Why input and output are required in Go - Performance Analysis
When we write programs, we often use input and output to interact with the user or other systems.
We want to understand how the time a program takes changes when the input size changes, especially when the program reads input and produces output.
Analyze the time complexity of the following code snippet.
package main
import "fmt"
func main() {
var n int
fmt.Scan(&n) // read input size
for i := 0; i < n; i++ {
fmt.Println(i) // output each number
}
}
This code reads a number n, then prints numbers from 0 up to n-1.
Identify the loops, recursion, array traversals that repeat.
- Primary operation: The for loop that prints numbers from 0 to n-1.
- How many times: Exactly n times, depending on the input size.
As the input number n grows, the program prints more lines, so the work grows with n.
| Input Size (n) | Approx. Operations |
|---|---|
| 10 | 10 print operations |
| 100 | 100 print operations |
| 1000 | 1000 print operations |
Pattern observation: The number of operations grows directly with the input size.
Time Complexity: O(n)
This means the time the program takes grows in a straight line with the input size.

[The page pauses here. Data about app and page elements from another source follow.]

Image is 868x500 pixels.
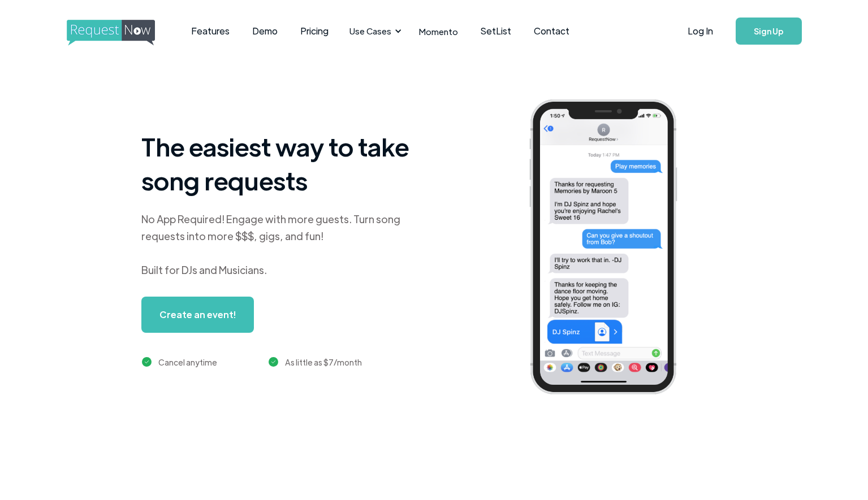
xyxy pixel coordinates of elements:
img: contact card example [681,384,803,418]
a: Sign Up [736,18,803,45]
div: Use Cases [343,14,405,49]
div: Cancel anytime [158,355,217,369]
a: Features [180,14,241,49]
img: requestnow logo [66,20,176,46]
div: As little as $7/month [285,355,362,369]
img: green checkmark [142,357,152,367]
a: Contact [523,14,581,49]
h1: The easiest way to take song requests [142,130,424,197]
a: Demo [241,14,289,49]
img: green checkmark [269,357,279,367]
a: Log In [676,12,724,51]
div: Use Cases [350,24,391,37]
a: Pricing [289,14,340,49]
a: home [66,20,152,42]
a: Create an event! [142,297,254,333]
a: SetList [469,14,523,49]
a: Momento [408,15,469,48]
img: iphone screenshot [516,92,708,406]
img: venmo screenshot [681,349,803,383]
div: No App Required! Engage with more guests. Turn song requests into more $$$, gigs, and fun! Built ... [142,211,424,278]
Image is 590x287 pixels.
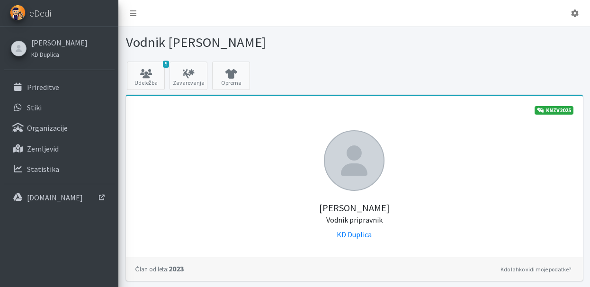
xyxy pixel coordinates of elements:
p: Statistika [27,164,59,174]
h1: Vodnik [PERSON_NAME] [126,34,351,51]
a: Organizacije [4,118,115,137]
small: KD Duplica [31,51,59,58]
span: 5 [163,61,169,68]
a: Statistika [4,160,115,179]
a: Zemljevid [4,139,115,158]
p: Stiki [27,103,42,112]
span: eDedi [29,6,51,20]
strong: 2023 [135,264,184,273]
a: KNZV2025 [535,106,574,115]
a: Kdo lahko vidi moje podatke? [498,264,574,275]
a: KD Duplica [337,230,372,239]
p: Organizacije [27,123,68,133]
a: Stiki [4,98,115,117]
h5: [PERSON_NAME] [135,191,574,225]
p: [DOMAIN_NAME] [27,193,83,202]
img: eDedi [10,5,26,20]
p: Prireditve [27,82,59,92]
a: [DOMAIN_NAME] [4,188,115,207]
a: Prireditve [4,78,115,97]
a: [PERSON_NAME] [31,37,88,48]
a: Zavarovanja [170,62,208,90]
a: 5 Udeležba [127,62,165,90]
small: Član od leta: [135,265,169,273]
a: Oprema [212,62,250,90]
a: KD Duplica [31,48,88,60]
small: Vodnik pripravnik [326,215,383,225]
p: Zemljevid [27,144,59,154]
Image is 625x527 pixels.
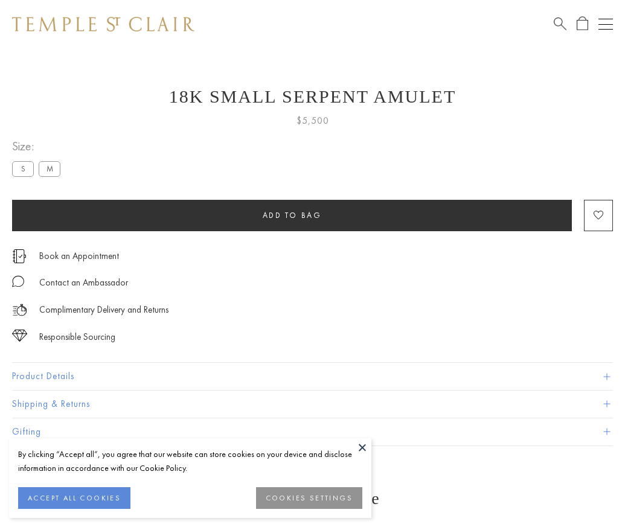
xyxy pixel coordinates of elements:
[553,16,566,31] a: Search
[12,161,34,176] label: S
[598,17,613,31] button: Open navigation
[18,447,362,475] div: By clicking “Accept all”, you agree that our website can store cookies on your device and disclos...
[12,302,27,317] img: icon_delivery.svg
[39,275,128,290] div: Contact an Ambassador
[12,329,27,342] img: icon_sourcing.svg
[12,249,27,263] img: icon_appointment.svg
[18,487,130,509] button: ACCEPT ALL COOKIES
[263,210,322,220] span: Add to bag
[12,200,571,231] button: Add to bag
[576,16,588,31] a: Open Shopping Bag
[12,136,65,156] span: Size:
[12,275,24,287] img: MessageIcon-01_2.svg
[39,302,168,317] p: Complimentary Delivery and Returns
[12,390,613,418] button: Shipping & Returns
[296,113,329,129] span: $5,500
[39,249,119,263] a: Book an Appointment
[12,17,194,31] img: Temple St. Clair
[12,86,613,107] h1: 18K Small Serpent Amulet
[12,418,613,445] button: Gifting
[12,363,613,390] button: Product Details
[39,161,60,176] label: M
[256,487,362,509] button: COOKIES SETTINGS
[39,329,115,345] div: Responsible Sourcing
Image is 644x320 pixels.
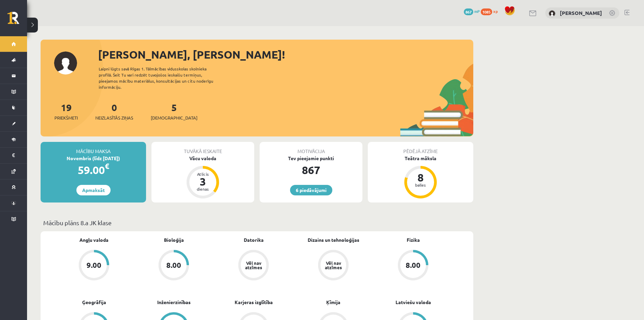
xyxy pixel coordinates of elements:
div: 59.00 [41,162,146,178]
div: Atlicis [193,172,213,176]
span: 867 [464,8,473,15]
div: 3 [193,176,213,187]
div: Pēdējā atzīme [368,142,473,155]
div: 9.00 [86,261,101,269]
div: [PERSON_NAME], [PERSON_NAME]! [98,46,473,63]
a: 0Neizlasītās ziņas [95,101,133,121]
div: 8.00 [406,261,420,269]
div: Mācību maksa [41,142,146,155]
div: Tev pieejamie punkti [260,155,362,162]
a: Bioloģija [164,236,184,243]
a: Fizika [407,236,420,243]
span: [DEMOGRAPHIC_DATA] [151,114,197,121]
div: 8.00 [166,261,181,269]
div: dienas [193,187,213,191]
div: Vēl nav atzīmes [244,261,263,270]
img: Margarita Borsa [549,10,556,17]
a: Angļu valoda [79,236,108,243]
a: Vācu valoda Atlicis 3 dienas [152,155,254,199]
span: xp [493,8,498,14]
a: Ķīmija [326,299,340,306]
a: Apmaksāt [76,185,111,196]
a: Latviešu valoda [396,299,431,306]
div: Tuvākā ieskaite [152,142,254,155]
div: Vēl nav atzīmes [324,261,343,270]
a: [PERSON_NAME] [560,10,602,16]
a: 1085 xp [481,8,501,14]
span: Neizlasītās ziņas [95,114,133,121]
div: balles [410,183,431,187]
span: Priekšmeti [54,114,78,121]
a: Ģeogrāfija [82,299,106,306]
a: 8.00 [373,250,453,282]
a: Vēl nav atzīmes [293,250,373,282]
div: Laipni lūgts savā Rīgas 1. Tālmācības vidusskolas skolnieka profilā. Šeit Tu vari redzēt tuvojošo... [99,66,225,90]
a: 5[DEMOGRAPHIC_DATA] [151,101,197,121]
a: Vēl nav atzīmes [214,250,293,282]
span: 1085 [481,8,492,15]
p: Mācību plāns 8.a JK klase [43,218,471,227]
div: Vācu valoda [152,155,254,162]
span: € [105,161,109,171]
div: 8 [410,172,431,183]
a: 9.00 [54,250,134,282]
a: 19Priekšmeti [54,101,78,121]
div: Teātra māksla [368,155,473,162]
a: Karjeras izglītība [235,299,273,306]
div: Novembris (līdz [DATE]) [41,155,146,162]
div: 867 [260,162,362,178]
a: Rīgas 1. Tālmācības vidusskola [7,12,27,29]
a: Inženierzinības [157,299,191,306]
a: Datorika [244,236,264,243]
span: mP [474,8,480,14]
a: 8.00 [134,250,214,282]
a: Teātra māksla 8 balles [368,155,473,199]
a: 6 piedāvājumi [290,185,332,196]
a: Dizains un tehnoloģijas [307,236,359,243]
div: Motivācija [260,142,362,155]
a: 867 mP [464,8,480,14]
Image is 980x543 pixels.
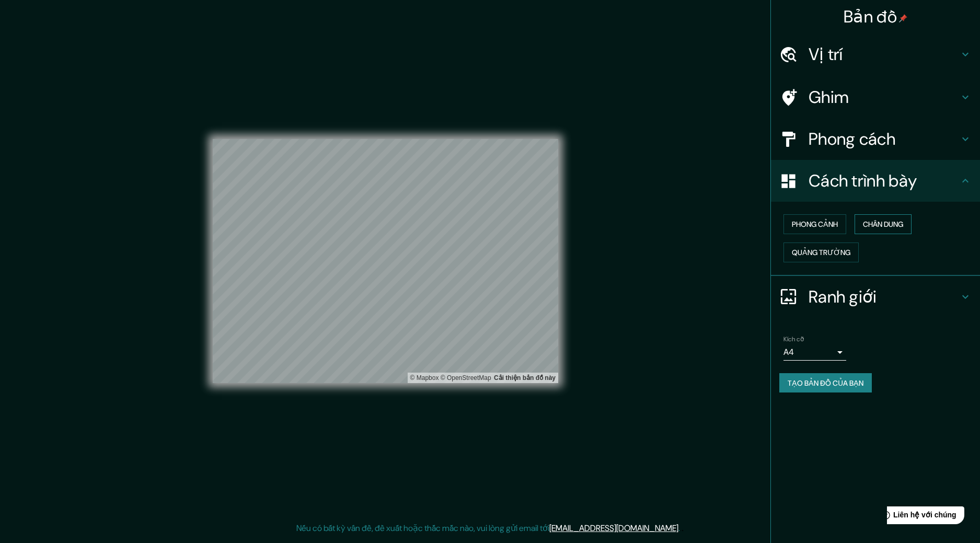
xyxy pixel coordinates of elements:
[809,170,917,192] font: Cách trình bày
[784,344,846,361] div: A4
[213,139,558,383] canvas: Bản đồ
[899,14,907,23] img: pin-icon.png
[494,374,556,382] a: Map feedback
[297,523,550,534] font: Nếu có bất kỳ vấn đề, đề xuất hoặc thắc mắc nào, vui lòng gửi email tới
[678,523,680,534] font: .
[410,374,439,382] a: Hộp bản đồ
[550,523,678,534] a: [EMAIL_ADDRESS][DOMAIN_NAME]
[809,86,849,109] font: Ghim
[779,373,872,393] button: Tạo bản đồ của bạn
[809,286,877,308] font: Ranh giới
[784,347,794,358] font: A4
[494,374,556,382] font: Cải thiện bản đồ này
[863,220,903,229] font: Chân dung
[771,160,980,202] div: Cách trình bày
[771,276,980,317] div: Ranh giới
[887,502,968,531] iframe: Trợ giúp trình khởi chạy tiện ích
[682,522,683,534] font: .
[809,43,843,65] font: Vị trí
[784,242,859,262] button: Quảng trường
[771,33,980,75] div: Vị trí
[788,378,864,388] font: Tạo bản đồ của bạn
[410,374,439,382] font: © Mapbox
[771,118,980,160] div: Phong cách
[440,374,491,382] a: Bản đồ đường phố mở
[809,128,896,150] font: Phong cách
[680,522,682,534] font: .
[784,215,846,234] button: Phong cảnh
[792,248,851,257] font: Quảng trường
[440,374,491,382] font: © OpenStreetMap
[784,335,804,343] font: Kích cỡ
[792,220,838,229] font: Phong cảnh
[844,6,897,28] font: Bản đồ
[771,76,980,118] div: Ghim
[855,215,911,234] button: Chân dung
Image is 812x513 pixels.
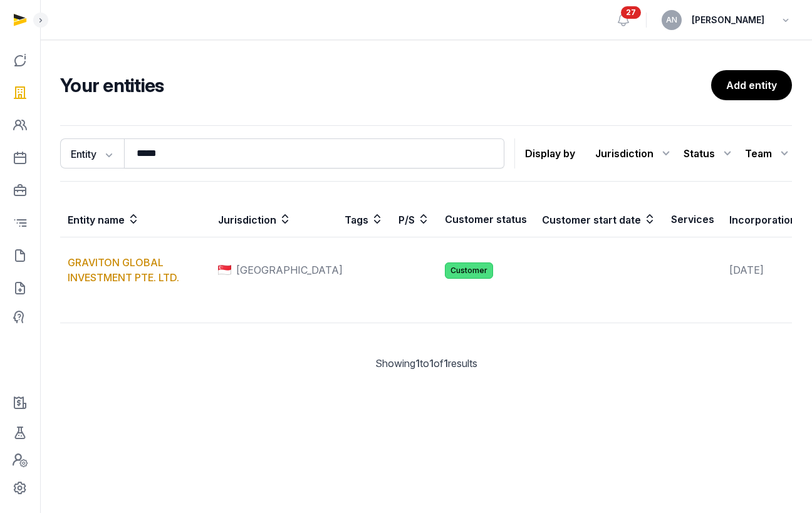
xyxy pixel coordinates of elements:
th: Customer start date [535,202,663,238]
span: 27 [621,6,641,18]
span: 1 [429,357,434,369]
a: GRAVITON GLOBAL INVESTMENT PTE. LTD. [68,256,179,284]
span: 1 [416,357,420,369]
div: Status [683,143,735,164]
a: Add entity [711,70,792,100]
th: Customer status [437,202,535,238]
div: Jurisdiction [596,143,673,164]
button: Entity [60,138,124,168]
p: Display by [525,143,576,164]
th: Entity name [60,202,211,238]
th: Tags [337,202,391,238]
span: AN [667,16,677,24]
span: [GEOGRAPHIC_DATA] [236,262,343,278]
div: Team [745,143,792,164]
th: P/S [391,202,437,238]
span: [PERSON_NAME] [692,12,764,28]
span: Customer [445,262,493,278]
th: Jurisdiction [211,202,337,238]
h2: Your entities [60,74,711,96]
button: AN [662,10,682,30]
span: 1 [444,357,448,369]
div: Showing to of results [60,356,792,371]
th: Services [663,202,722,238]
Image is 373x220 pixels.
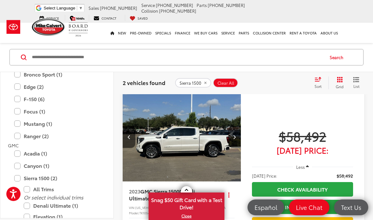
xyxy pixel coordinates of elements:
a: Rent a Toyota [287,23,318,43]
a: Collision Center [251,23,287,43]
span: [PHONE_NUMBER] [159,8,196,14]
button: Clear All [213,78,238,87]
a: About Us [318,23,339,43]
label: Mustang (1) [14,118,99,129]
label: Canyon (1) [14,160,99,171]
span: [PHONE_NUMBER] [207,2,245,8]
span: 2 vehicles found [123,79,165,86]
span: TK10543 [139,210,152,215]
button: Previous image [123,126,135,148]
label: Edge (2) [14,81,99,92]
a: Specials [153,23,173,43]
label: Ranger (2) [14,130,99,141]
label: All Trims [24,183,99,195]
span: Saved [137,16,148,21]
img: 2023 GMC Sierra 1500 Denali Ultimate [123,92,242,182]
span: Model: [129,210,139,215]
div: 2023 GMC Sierra 1500 Denali Ultimate 2 [123,92,242,181]
input: Search by Make, Model, or Keyword [31,50,323,65]
a: Parts [237,23,251,43]
button: Next image [228,126,241,148]
span: [PHONE_NUMBER] [156,2,193,8]
span: Snag $50 Gift Card with a Test Drive! [149,193,224,212]
span: 2023 [129,187,140,195]
span: List [353,83,359,89]
a: My Saved Vehicles [125,15,153,21]
span: Contact [101,16,116,21]
span: VIN: [129,205,135,210]
span: Sales [88,5,99,11]
a: Español [247,199,284,215]
button: Search [323,49,352,65]
span: $58,492 [336,172,353,179]
a: Contact [89,15,121,21]
label: F-150 (6) [14,93,99,104]
span: $58,492 [252,128,353,144]
span: Service [141,2,155,8]
span: GMC [8,142,19,148]
button: remove Sierra%201500 [175,78,211,87]
a: New [116,23,128,43]
span: dropdown dots [228,192,229,197]
span: Map [76,16,83,21]
span: Sort [314,83,321,89]
a: Text Us [334,199,368,215]
span: Grid [335,84,343,89]
button: List View [348,76,364,89]
label: Sierra 1500 (2) [14,172,99,183]
a: Service [219,23,237,43]
span: Sierra 1500 [179,80,201,85]
a: Pre-Owned [128,23,153,43]
span: Text Us [338,203,364,211]
span: [DATE] Price: [252,172,277,179]
span: Parts [196,2,207,8]
i: Or select individual trims [24,193,83,201]
span: Select Language [44,6,75,10]
img: Toyota [2,17,25,37]
span: [US_VEHICLE_IDENTIFICATION_NUMBER] [135,205,198,210]
span: [DATE] Price: [252,147,353,153]
label: Focus (1) [14,105,99,117]
span: [PHONE_NUMBER] [100,5,137,11]
a: Service [35,15,64,21]
span: ▼ [79,6,83,10]
label: Acadia (1) [14,148,99,159]
a: Select Language​ [44,6,83,10]
a: 2023GMC Sierra 1500Denali Ultimate [129,188,213,202]
a: WE BUY CARS [192,23,219,43]
span: Español [251,203,280,211]
a: 2023 GMC Sierra 1500 Denali Ultimate2023 GMC Sierra 1500 Denali Ultimate2023 GMC Sierra 1500 Dena... [123,92,242,181]
span: GMC Sierra 1500 [140,187,179,195]
button: Less [293,161,312,172]
label: Denali Ultimate (1) [24,200,99,211]
a: Live Chat [289,199,329,215]
span: Less [296,164,304,170]
a: Home [108,23,116,43]
button: Grid View [328,76,348,89]
button: Actions [223,189,234,200]
span: Live Chat [292,203,325,211]
img: Mike Calvert Toyota [32,18,65,36]
a: Map [65,15,88,21]
button: Select sort value [311,76,328,89]
a: Check Availability [252,182,353,196]
label: Bronco Sport (1) [14,69,99,80]
span: Clear All [217,80,234,85]
span: Denali Ultimate [129,187,195,201]
a: Finance [173,23,192,43]
span: Collision [141,8,158,14]
span: Service [46,16,59,21]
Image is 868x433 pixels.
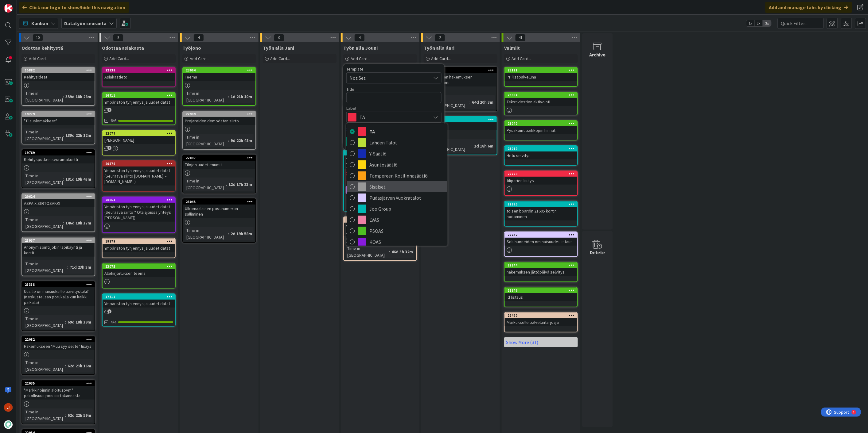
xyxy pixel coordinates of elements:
[63,132,64,139] span: :
[754,20,763,27] span: 2x
[22,111,95,124] div: 19279"Tilauslomakkeet"
[24,261,67,274] div: Time in [GEOGRAPHIC_DATA]
[435,34,445,41] span: 2
[25,150,95,155] div: 19769
[64,132,92,139] div: 189d 22h 12m
[505,92,577,106] div: 23094Tekstiviestien aktivointi
[346,87,354,92] label: Title
[22,200,95,207] div: ASPA X SIIRTOSAKKI
[105,265,175,269] div: 23075
[4,420,13,429] img: avatar
[22,238,95,244] div: 21937
[346,126,447,137] a: TA
[472,143,472,150] span: :
[425,117,497,122] div: 23082
[21,381,95,424] a: 22035"Markkinoinnin aloituspvm" pakollisuus pois siirtokannastaTime in [GEOGRAPHIC_DATA]:62d 22h 59m
[103,67,175,73] div: 22938
[505,171,577,177] div: 22729
[505,319,577,327] div: Markukselle palveluntarjoaja
[21,281,95,331] a: 21318Uusille ominaisuuksille päivitystuki? (Keskustellaan porukalla kun kaikki paikalla)Time in [...
[103,197,175,222] div: 20864Ympäristön tyhjennys ja uudet datat (Seuraava siirto ? Ota ajoissa yhteys [PERSON_NAME])
[343,45,378,51] span: Työn alla Jouni
[505,268,577,276] div: hakemuksen jättöpäivä selvitys
[103,294,175,308] div: 17711Ympäristön tyhjennys ja uudet datat
[508,202,577,207] div: 22895
[360,113,428,121] span: TA
[505,171,577,185] div: 22729tiliparien lisäys
[65,363,66,370] span: :
[103,92,175,106] div: 16711Ympäristön tyhjennys ja uudet datat
[21,110,95,145] a: 19279"Tilauslomakkeet"Time in [GEOGRAPHIC_DATA]:189d 22h 12m
[103,67,175,81] div: 22938Asiakastieto
[25,337,95,342] div: 22082
[21,45,63,51] span: Odottaa kehitystä
[32,2,34,7] div: 1
[183,67,256,106] a: 23064TeemaTime in [GEOGRAPHIC_DATA]:1d 21h 10m
[424,67,497,111] a: 21862Dynaamisen hakemuksen konfigurointiTime in [GEOGRAPHIC_DATA]:64d 20h 3m
[270,56,290,61] span: Add Card...
[346,148,447,159] a: Y-Säätiö
[21,336,95,375] a: 22082Hakemukseen "Muu syy selite" lisäysTime in [GEOGRAPHIC_DATA]:62d 23h 16m
[504,262,577,283] a: 22844hakemuksen jättöpäivä selvitys
[22,282,95,306] div: 21318Uusille ominaisuuksille päivitystuki? (Keskustellaan porukalla kun kaikki paikalla)
[344,217,416,236] div: 19972Pysäköintipaikkasopimukset lisäpalveluna
[103,197,175,203] div: 20864
[103,239,175,252] div: 19879Ympäristön tyhjennys ja uudet datat
[103,167,175,186] div: Ympäristön tyhjennys ja uudet datat (Seuraava siirto [DOMAIN_NAME]. - [DOMAIN_NAME].)
[22,244,95,257] div: Anonymisointi jobin läpikäynti ja kortti
[504,67,577,87] a: 23111PP lisäpalveluna
[24,128,63,142] div: Time in [GEOGRAPHIC_DATA]
[102,197,175,233] a: 20864Ympäristön tyhjennys ja uudet datat (Seuraava siirto ? Ota ajoissa yhteys [PERSON_NAME])
[102,263,175,289] a: 23075Allekirjoituksen teema
[24,90,63,103] div: Time in [GEOGRAPHIC_DATA]
[22,73,95,81] div: Kehitysideat
[25,381,95,386] div: 22035
[505,201,577,207] div: 22895
[512,56,531,61] span: Add Card...
[228,230,229,237] span: :
[505,288,577,301] div: 22746id listaus
[508,313,577,318] div: 22490
[103,98,175,106] div: Ympäristön tyhjennys ja uudet datat
[102,92,175,125] a: 16711Ympäristön tyhjennys ja uudet datat6/6
[107,309,111,313] span: 5
[103,136,175,144] div: [PERSON_NAME]
[424,117,497,155] a: 23082OikotieTime in [GEOGRAPHIC_DATA]:1d 18h 6m
[369,193,444,203] span: Pudasjärven Vuokratalot
[504,121,577,140] a: 23040Pysäköintipaikkojen hinnat
[390,248,414,255] div: 46d 3h 32m
[22,381,95,400] div: 22035"Markkinoinnin aloituspvm" pakollisuus pois siirtokannasta
[505,288,577,294] div: 22746
[102,130,175,156] a: 22077[PERSON_NAME]
[504,201,577,227] a: 22895toisen boardin 21605 kortin hoitaminen
[262,45,294,51] span: Työn alla Jani
[369,138,444,147] span: Lahden Talot
[505,201,577,221] div: 22895toisen boardin 21605 kortin hoitaminen
[369,226,444,236] span: PSOAS
[185,134,228,147] div: Time in [GEOGRAPHIC_DATA]
[508,68,577,72] div: 23111
[505,233,577,246] div: 22732Soluhuoneiden ominaisuudet listaus
[344,222,416,236] div: Pysäköintipaikkasopimukset lisäpalveluna
[24,316,65,329] div: Time in [GEOGRAPHIC_DATA]
[505,73,577,81] div: PP lisäpalveluna
[64,176,92,182] div: 181d 19h 43m
[24,216,63,229] div: Time in [GEOGRAPHIC_DATA]
[505,67,577,73] div: 23111
[504,146,577,166] a: 23019Hetu selvitys
[65,412,66,419] span: :
[103,264,175,269] div: 23075
[185,227,228,240] div: Time in [GEOGRAPHIC_DATA]
[229,137,254,144] div: 9d 22h 48m
[515,34,526,41] span: 41
[425,67,497,73] div: 21862
[505,152,577,160] div: Hetu selvitys
[425,122,497,131] div: Oikotie
[346,193,447,204] a: Pudasjärven Vuokratalot
[425,117,497,131] div: 23082Oikotie
[508,171,577,176] div: 22729
[505,262,577,268] div: 22844
[389,248,390,255] span: :
[183,111,255,124] div: 22909Projareiden demodatan siirto
[113,34,124,41] span: 8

[X] Wrong: "Input and output do not affect time complexity because they are just reading and printing."
[OK] Correct: Reading input and printing output happen as many times as the input size, so they directly affect how long the program runs.
Understanding how input and output affect time helps you explain program speed clearly and shows you can think about real program behavior.
"What if the program read multiple inputs inside the loop instead of just once before? How would the time complexity change?"